Getting control of YouTube via Javascript
by Matt Reimer | October 7th, 2011 | Comments
Recently I was trying to write a WordPress slideshow plugin that would include YouTube videos. The challenge was that when I play the video I want to pause the slide. On regular picture slides I just needed to add a click() event listener to the slide object and attach a call to pause jQueryCycle. YouTube, though, refused to take the click() listener seriously. The solution came to me by reading up on the Youtube player api. I must say I'm a bit surprised that WordPress doesn't turn this on by default in its [embed] tag but here is my solution in the hopes that I can save someone else the trouble of finding this out again.
Step 1: Opt in to Use the API
Wordpress oembed doesn't turn add enablejsapi=1 to the embedded url when you use the embed shortcode
<code>//add ENABLEjsAPI to youtube videos //With mad props to mehigh http://mehigh.biz/wordpress/adding-wmode-transparent-to-wordpress-3-media-embeds.html function add_video_wmode_transparent($html, $url, $attr) { $pattern = '/(youtube.com\/)(v\/\w+\?version=\d+)/i'; $add = '&enablejsapi=1'; $new_pattern = "$1$2$add$3"; $html = preg_replace($pattern, $new_pattern, $html); if (strpos($html, "<embed src=" ) !== false) { $html = str_replace('&lt;/param&gt;&lt;embed', '&lt;/param&gt;&lt;param name=" value="1"></embed><param name="wmode" value="transparent" /><embed wmode="transparent"></embed></code>
What you end up with is the following:
<object height="330" width="440"><param name="movie" value="http://www.youtube.com/v/fxQWbMenYCc?version=3&enablejsapi=1" /><param name="allowFullScreen" value="true" /><param name="allowscriptaccess" value="always" /><param name="enablejsapi" value="1" /><param name="wmode" value="transparent" /><embed allowfullscreen="true" allowscriptaccess="always" height="330" src="http://www.youtube.com/v/fxQWbMenYCc?version=3&enablejsapi=1" type="application/x-shockwave-flash" width="440" wmode="transparent"></embed></object>
This code is doing a couple of things with a really basic hack that rewrites the oembed html as it's passing through to being printed.
- Tack on '&enablejsapi=1' to the embedded url
- add <param> tags to the
&lt;object&gt;tag: We're addingenablejsapi=1andwmode =transparent. wmode is a parameter that will allow Youtube videos to exist underneath our dropdown menus.
In the end these two steps were a little hack-y so if anyone knows a better way to override the [embed] shortcode functionality I'm all ears.
Step 2: Capture the youtube clicks
Now that we have access to the YouTube API we need to capture the clicks that come into it:
<code> /***************************************************** Capture Youtube clicks so we can pause our slideshow when video plays. *****************************************************/ function onYouTubePlayerReady(){ var players = jQuery('#basic_slideshow embed').each(function(){ if (this.addEventListener) { this.addEventListener('onStateChange', 'handlePlayerStateChange'); } else { this.attachEvent('onStateChange', 'handlePlayerStateChange'); } }); } </code>
Ok. Now we've got the listeners in place to spy on YouTube for us. It's time to write one more little function to give instructions when things change.
<code> function handlePlayerStateChange (state) { var slideshow = jQuery('#basic_slideshow div.list'); switch (state) { case 1: case 3: // Video has begun playing/buffering slideshow.cycle('pause'); break; case 2: case 0: // Video has been paused/ended slideshow.cycle('resume'); break; } } </code>
I'll have to find some way to do it for Vimeo at some point but that uses iframes so it's a little different. Also, YouTube videos seem to be smart enough to pause themselves when jQueryCycle changes the slide and Vimeo videos just keep playing in the background.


What is required
Tally the lines below containing the word "value" and give that total alone.

Record set
* * * * * * *

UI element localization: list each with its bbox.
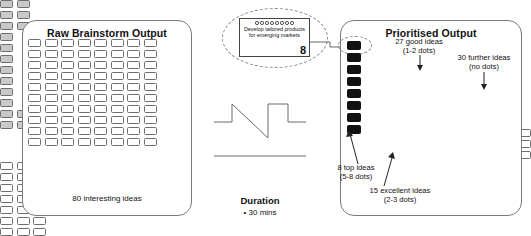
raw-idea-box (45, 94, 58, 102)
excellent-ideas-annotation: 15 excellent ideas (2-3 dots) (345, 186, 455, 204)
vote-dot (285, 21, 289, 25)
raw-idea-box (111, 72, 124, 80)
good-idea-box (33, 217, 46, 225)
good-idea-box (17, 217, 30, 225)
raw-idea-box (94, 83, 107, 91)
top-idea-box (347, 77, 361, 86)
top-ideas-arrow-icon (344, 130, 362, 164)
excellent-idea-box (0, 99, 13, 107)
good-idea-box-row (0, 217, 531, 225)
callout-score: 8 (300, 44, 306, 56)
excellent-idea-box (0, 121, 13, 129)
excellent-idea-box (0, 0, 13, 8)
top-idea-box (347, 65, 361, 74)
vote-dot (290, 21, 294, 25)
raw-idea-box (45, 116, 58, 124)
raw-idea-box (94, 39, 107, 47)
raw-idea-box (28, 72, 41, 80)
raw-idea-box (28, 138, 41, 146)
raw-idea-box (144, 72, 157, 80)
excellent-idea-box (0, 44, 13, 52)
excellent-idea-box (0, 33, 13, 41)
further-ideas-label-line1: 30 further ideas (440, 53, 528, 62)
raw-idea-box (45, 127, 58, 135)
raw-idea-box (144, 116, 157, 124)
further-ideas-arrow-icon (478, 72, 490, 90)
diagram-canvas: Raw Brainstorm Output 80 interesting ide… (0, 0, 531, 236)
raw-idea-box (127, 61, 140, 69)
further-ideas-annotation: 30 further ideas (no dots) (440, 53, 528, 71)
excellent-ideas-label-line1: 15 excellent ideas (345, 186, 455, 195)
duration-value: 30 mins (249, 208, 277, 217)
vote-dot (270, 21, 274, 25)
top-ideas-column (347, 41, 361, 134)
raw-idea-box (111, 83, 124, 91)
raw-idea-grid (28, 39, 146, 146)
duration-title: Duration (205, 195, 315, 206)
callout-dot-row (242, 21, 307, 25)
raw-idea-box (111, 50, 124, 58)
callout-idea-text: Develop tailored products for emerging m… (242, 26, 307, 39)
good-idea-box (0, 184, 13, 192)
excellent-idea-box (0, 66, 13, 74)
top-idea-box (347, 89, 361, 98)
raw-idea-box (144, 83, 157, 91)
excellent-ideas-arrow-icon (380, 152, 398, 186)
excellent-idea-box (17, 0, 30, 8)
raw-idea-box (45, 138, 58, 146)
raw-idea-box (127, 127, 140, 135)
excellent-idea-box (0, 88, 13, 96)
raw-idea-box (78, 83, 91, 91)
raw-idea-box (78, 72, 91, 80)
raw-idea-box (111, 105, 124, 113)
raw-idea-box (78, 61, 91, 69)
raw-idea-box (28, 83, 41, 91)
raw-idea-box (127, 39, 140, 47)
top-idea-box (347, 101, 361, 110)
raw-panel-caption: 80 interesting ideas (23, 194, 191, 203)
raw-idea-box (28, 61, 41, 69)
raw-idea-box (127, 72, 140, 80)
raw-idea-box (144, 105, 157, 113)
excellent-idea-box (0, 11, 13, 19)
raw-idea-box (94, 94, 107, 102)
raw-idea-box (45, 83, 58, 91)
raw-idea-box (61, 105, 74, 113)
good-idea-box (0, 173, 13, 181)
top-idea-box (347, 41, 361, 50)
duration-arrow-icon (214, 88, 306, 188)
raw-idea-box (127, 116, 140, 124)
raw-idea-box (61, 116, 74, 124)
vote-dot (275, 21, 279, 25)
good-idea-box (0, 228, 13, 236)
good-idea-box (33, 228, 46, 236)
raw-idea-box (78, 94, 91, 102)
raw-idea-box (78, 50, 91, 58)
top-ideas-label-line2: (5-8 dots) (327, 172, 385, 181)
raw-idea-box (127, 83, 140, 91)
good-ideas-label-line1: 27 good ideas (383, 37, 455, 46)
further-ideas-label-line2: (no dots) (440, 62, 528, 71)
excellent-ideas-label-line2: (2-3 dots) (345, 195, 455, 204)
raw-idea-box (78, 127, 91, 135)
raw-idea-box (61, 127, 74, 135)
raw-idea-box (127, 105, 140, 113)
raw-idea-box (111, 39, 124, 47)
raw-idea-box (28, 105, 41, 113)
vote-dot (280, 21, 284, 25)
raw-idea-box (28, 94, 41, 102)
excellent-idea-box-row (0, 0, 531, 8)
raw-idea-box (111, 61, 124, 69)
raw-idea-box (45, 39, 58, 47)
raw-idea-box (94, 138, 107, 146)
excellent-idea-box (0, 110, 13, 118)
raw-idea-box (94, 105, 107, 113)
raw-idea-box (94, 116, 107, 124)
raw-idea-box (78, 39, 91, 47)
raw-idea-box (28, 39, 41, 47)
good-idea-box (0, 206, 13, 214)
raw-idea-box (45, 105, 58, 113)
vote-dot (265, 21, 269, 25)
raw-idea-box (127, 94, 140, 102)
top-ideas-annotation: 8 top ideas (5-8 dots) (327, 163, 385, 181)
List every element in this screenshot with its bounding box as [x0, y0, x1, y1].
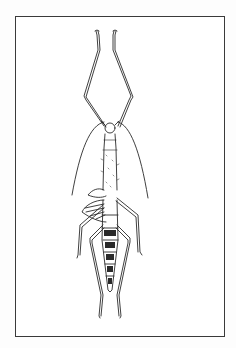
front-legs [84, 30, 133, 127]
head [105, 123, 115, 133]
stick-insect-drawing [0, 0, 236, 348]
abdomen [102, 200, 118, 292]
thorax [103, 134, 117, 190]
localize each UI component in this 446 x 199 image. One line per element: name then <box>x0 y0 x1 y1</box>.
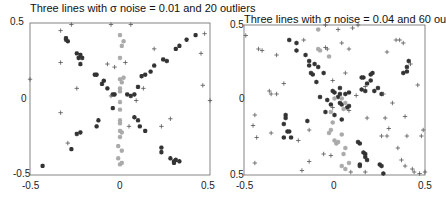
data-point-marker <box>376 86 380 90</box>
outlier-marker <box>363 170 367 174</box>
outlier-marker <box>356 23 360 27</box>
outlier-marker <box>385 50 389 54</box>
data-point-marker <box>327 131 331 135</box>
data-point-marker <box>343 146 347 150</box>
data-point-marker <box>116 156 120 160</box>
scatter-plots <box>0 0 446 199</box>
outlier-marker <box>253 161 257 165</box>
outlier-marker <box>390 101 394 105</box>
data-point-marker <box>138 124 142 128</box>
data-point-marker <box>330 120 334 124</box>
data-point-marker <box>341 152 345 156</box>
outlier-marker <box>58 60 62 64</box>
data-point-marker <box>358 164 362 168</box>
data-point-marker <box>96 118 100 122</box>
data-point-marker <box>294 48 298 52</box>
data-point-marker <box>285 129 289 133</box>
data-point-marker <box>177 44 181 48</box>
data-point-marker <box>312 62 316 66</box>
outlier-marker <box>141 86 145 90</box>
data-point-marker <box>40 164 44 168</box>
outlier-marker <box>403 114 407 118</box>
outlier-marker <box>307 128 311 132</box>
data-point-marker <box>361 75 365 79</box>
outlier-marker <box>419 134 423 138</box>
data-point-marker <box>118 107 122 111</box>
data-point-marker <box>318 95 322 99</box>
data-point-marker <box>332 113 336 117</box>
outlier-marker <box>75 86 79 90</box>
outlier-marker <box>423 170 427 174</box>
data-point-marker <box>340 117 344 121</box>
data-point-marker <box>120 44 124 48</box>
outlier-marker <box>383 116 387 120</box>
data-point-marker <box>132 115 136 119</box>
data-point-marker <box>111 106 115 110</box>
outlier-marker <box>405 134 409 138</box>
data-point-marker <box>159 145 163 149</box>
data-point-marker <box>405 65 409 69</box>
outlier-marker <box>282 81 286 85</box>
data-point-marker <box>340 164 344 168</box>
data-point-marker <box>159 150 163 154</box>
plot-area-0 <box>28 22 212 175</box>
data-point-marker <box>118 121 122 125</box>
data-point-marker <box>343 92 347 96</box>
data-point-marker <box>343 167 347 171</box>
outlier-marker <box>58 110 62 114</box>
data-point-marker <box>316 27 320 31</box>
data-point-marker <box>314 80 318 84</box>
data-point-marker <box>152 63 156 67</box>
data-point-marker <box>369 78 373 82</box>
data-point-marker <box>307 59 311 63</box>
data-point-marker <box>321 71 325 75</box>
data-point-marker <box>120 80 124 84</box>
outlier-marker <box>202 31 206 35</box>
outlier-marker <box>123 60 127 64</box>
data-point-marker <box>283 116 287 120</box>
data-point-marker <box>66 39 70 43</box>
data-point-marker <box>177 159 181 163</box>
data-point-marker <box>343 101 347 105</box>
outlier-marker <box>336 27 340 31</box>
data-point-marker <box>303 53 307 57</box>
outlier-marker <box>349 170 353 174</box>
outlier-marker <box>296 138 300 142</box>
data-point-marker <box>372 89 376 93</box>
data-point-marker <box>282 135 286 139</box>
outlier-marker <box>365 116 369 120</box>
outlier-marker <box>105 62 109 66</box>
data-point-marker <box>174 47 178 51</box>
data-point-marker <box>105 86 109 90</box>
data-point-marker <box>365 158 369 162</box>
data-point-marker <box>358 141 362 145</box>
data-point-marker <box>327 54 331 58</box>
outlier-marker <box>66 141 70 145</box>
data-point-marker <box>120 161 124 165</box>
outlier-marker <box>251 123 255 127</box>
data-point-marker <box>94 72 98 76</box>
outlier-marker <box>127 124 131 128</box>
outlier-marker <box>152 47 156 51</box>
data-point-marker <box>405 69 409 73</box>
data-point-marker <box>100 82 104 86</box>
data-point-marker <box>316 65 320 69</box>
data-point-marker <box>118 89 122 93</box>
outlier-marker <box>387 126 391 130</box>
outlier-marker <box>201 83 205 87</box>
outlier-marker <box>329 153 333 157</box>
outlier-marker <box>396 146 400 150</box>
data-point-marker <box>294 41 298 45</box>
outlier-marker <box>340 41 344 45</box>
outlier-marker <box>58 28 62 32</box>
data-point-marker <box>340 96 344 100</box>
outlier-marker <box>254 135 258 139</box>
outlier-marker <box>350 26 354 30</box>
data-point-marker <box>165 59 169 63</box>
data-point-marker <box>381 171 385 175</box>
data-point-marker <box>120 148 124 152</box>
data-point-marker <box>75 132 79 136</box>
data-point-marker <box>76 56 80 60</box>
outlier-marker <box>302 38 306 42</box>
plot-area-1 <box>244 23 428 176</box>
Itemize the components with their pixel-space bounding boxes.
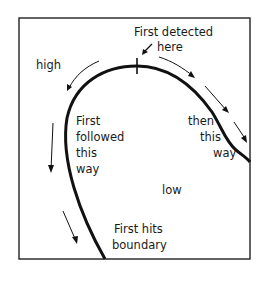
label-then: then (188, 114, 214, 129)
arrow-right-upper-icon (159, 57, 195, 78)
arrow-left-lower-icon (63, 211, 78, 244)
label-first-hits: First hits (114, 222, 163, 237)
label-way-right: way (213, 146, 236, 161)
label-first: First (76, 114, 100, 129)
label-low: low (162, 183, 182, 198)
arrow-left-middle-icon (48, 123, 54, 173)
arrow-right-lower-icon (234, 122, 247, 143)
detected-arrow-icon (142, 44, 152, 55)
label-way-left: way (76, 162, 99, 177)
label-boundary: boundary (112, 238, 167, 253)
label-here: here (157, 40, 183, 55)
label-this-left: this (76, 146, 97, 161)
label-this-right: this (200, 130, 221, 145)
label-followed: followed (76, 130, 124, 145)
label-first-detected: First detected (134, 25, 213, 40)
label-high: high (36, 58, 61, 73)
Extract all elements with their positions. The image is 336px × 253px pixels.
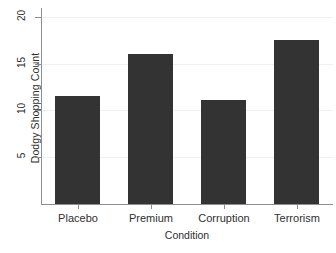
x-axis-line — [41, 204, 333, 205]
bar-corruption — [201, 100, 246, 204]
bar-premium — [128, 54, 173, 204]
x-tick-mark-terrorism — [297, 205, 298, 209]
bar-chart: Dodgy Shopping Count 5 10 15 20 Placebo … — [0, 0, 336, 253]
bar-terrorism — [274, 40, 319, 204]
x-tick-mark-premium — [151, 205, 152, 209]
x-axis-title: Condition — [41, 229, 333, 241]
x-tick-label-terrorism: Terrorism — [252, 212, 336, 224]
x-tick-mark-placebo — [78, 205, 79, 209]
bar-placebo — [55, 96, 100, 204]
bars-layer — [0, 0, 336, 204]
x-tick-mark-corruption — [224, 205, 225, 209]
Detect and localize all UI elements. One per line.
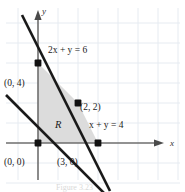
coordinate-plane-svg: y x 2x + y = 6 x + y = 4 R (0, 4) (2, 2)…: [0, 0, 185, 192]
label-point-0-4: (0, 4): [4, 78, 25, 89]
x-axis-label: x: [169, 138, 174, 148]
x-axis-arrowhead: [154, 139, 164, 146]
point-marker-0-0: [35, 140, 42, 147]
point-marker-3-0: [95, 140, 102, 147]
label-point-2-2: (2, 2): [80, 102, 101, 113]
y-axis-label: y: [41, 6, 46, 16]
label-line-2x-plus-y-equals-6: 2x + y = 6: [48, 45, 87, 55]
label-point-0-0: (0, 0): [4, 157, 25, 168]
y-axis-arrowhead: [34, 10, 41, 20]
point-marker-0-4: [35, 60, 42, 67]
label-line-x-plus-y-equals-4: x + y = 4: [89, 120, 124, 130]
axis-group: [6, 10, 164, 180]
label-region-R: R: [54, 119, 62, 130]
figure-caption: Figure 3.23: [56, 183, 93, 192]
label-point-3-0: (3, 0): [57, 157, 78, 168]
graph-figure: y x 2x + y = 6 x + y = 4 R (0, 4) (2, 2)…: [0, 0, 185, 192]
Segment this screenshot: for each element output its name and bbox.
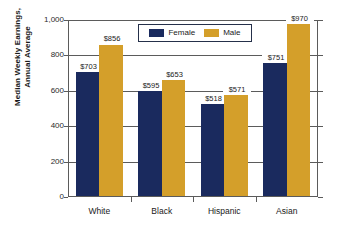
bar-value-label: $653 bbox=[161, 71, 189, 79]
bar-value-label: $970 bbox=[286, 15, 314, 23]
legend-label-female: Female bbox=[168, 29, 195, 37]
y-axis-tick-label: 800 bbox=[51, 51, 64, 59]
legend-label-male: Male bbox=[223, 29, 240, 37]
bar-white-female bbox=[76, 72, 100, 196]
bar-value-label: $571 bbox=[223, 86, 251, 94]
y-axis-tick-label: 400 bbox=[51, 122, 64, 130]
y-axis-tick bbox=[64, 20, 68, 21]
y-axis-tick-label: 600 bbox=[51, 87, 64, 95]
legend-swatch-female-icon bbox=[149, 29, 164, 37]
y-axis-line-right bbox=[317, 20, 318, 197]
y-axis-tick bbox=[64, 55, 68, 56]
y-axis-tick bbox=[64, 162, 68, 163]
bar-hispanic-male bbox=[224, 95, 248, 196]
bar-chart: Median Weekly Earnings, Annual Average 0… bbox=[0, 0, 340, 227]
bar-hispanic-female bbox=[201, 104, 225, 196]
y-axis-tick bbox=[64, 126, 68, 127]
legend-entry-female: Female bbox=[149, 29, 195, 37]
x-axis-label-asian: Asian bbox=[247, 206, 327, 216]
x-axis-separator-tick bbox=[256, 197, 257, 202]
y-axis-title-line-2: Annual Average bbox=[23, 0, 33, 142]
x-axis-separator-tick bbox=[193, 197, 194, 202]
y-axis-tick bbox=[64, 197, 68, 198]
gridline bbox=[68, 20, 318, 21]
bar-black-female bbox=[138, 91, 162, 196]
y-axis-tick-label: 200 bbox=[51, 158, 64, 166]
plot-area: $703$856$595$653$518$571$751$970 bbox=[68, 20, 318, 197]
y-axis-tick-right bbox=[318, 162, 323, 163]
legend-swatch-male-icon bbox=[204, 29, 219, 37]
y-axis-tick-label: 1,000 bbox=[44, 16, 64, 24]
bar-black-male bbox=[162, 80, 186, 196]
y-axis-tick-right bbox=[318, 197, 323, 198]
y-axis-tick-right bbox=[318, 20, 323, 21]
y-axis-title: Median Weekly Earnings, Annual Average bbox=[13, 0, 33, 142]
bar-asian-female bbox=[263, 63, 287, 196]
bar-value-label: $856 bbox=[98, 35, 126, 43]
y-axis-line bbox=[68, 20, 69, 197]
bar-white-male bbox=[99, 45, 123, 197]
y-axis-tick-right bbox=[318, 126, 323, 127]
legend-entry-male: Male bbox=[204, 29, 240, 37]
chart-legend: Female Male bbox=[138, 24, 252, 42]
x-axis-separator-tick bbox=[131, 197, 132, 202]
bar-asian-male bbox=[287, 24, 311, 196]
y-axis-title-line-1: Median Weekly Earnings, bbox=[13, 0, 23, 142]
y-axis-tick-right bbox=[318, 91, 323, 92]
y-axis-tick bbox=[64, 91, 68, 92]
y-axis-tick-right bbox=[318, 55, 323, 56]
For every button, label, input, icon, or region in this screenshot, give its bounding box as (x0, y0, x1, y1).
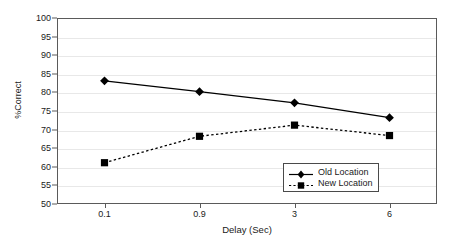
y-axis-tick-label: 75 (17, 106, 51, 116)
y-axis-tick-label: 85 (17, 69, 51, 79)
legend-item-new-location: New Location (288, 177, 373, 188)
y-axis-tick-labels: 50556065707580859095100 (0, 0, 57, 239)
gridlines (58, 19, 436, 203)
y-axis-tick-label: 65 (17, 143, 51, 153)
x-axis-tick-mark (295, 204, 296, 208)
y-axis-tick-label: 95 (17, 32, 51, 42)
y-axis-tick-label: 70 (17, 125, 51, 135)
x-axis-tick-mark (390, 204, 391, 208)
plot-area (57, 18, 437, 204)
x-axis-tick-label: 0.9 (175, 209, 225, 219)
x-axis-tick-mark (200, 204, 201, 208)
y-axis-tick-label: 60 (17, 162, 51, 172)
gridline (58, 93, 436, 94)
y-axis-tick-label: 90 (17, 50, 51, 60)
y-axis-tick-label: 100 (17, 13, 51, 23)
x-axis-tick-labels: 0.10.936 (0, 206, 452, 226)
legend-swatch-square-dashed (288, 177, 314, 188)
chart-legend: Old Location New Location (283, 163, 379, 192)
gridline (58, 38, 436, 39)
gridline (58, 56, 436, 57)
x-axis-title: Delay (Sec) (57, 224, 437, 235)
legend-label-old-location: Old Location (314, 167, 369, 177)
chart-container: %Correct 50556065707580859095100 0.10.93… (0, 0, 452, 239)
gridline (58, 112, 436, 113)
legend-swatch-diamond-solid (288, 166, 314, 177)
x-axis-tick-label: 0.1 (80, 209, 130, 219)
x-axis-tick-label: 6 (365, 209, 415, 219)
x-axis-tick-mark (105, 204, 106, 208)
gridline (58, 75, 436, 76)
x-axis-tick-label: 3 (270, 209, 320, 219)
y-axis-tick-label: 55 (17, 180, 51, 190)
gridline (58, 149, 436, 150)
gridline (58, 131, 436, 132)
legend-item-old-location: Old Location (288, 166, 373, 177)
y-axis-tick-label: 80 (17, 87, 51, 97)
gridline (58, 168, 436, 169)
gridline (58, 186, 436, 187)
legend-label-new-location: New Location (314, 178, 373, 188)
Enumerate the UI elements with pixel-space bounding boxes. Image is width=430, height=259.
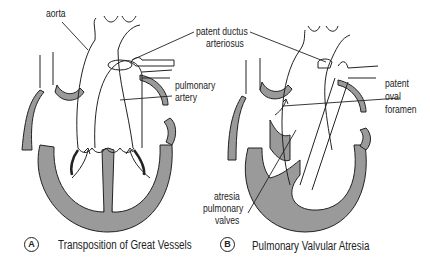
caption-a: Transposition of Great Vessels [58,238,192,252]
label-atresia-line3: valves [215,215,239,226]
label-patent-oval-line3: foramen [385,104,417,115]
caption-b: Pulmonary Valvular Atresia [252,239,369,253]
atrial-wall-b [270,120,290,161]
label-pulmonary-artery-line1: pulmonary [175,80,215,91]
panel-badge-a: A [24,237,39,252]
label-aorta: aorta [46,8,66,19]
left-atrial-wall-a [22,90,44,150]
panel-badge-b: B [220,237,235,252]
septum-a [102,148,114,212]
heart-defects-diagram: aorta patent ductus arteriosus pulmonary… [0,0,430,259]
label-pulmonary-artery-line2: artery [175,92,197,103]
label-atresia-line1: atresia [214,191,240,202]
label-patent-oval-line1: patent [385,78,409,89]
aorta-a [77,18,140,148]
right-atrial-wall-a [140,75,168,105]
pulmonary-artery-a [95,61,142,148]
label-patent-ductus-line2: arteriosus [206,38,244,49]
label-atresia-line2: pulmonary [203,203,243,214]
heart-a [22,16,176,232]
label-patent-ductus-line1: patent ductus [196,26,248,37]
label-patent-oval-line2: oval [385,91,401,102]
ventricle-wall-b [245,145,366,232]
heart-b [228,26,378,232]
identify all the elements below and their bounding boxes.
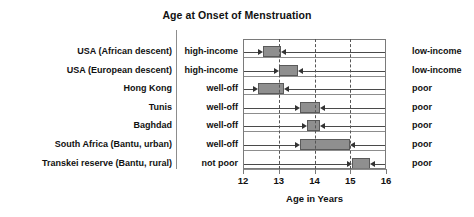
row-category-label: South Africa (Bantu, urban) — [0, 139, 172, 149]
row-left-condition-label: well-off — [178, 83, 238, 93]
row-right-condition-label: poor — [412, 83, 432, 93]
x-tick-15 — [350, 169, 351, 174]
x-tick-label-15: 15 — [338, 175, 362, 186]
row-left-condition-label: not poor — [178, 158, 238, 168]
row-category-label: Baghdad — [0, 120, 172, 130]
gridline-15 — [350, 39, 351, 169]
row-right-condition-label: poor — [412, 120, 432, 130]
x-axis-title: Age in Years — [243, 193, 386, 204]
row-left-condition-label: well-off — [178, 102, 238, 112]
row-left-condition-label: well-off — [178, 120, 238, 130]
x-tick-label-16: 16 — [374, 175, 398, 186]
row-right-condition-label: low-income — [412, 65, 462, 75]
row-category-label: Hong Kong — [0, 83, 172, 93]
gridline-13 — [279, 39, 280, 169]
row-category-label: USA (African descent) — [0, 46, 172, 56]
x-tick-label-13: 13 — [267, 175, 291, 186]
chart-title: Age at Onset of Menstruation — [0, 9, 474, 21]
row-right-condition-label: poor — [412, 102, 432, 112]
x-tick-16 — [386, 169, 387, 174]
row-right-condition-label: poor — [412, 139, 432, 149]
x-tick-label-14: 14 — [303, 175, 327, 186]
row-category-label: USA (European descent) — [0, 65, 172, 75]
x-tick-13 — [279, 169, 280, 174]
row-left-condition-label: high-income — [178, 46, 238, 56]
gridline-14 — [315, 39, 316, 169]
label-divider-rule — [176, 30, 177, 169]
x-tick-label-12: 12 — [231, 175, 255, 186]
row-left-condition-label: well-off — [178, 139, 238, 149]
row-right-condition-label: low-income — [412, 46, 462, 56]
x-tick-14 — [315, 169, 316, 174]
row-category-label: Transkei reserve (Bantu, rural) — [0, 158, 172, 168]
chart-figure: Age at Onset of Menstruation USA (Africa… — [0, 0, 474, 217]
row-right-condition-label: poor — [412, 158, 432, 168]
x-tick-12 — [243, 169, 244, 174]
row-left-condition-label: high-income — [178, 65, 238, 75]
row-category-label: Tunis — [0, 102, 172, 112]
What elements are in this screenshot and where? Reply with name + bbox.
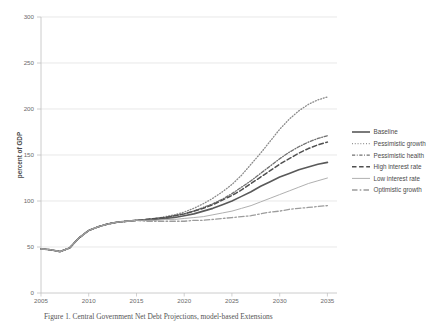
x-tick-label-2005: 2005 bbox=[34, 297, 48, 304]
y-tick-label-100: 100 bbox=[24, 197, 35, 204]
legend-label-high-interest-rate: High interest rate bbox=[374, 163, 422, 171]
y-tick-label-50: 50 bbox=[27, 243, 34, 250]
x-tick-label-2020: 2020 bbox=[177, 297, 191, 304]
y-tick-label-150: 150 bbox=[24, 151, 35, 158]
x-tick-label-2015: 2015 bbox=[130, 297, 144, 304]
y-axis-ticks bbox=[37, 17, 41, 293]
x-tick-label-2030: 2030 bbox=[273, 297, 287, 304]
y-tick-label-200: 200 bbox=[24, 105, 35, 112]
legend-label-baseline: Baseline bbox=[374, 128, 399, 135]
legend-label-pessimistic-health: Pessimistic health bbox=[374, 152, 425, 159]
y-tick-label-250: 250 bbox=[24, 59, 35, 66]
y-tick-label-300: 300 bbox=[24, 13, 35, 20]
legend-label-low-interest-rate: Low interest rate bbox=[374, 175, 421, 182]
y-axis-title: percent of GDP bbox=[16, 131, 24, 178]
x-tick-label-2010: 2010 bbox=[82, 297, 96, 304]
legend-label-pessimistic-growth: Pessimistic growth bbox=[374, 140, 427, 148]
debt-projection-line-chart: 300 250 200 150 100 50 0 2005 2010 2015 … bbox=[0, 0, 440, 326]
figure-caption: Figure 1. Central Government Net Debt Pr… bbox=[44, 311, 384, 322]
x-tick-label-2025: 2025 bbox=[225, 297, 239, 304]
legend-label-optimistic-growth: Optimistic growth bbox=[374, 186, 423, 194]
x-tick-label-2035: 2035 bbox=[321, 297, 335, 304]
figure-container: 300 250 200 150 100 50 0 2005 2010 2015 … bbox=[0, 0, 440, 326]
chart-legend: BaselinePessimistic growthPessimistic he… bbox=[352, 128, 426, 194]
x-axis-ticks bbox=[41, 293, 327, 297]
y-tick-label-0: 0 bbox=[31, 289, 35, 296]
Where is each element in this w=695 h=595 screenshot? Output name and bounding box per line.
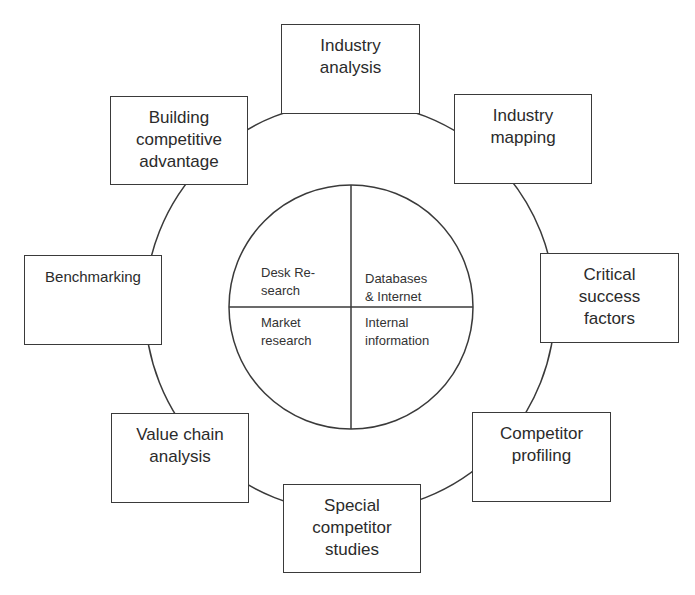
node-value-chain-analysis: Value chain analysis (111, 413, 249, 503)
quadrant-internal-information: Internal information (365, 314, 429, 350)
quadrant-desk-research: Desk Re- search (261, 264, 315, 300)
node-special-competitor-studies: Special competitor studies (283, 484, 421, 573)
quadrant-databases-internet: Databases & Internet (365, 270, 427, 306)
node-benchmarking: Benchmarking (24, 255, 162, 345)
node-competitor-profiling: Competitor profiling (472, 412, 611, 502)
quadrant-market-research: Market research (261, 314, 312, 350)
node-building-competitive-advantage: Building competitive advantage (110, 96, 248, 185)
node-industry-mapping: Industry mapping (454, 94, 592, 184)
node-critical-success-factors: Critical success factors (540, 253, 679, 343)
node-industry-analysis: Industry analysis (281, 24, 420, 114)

* * * * * * *

Task answer
6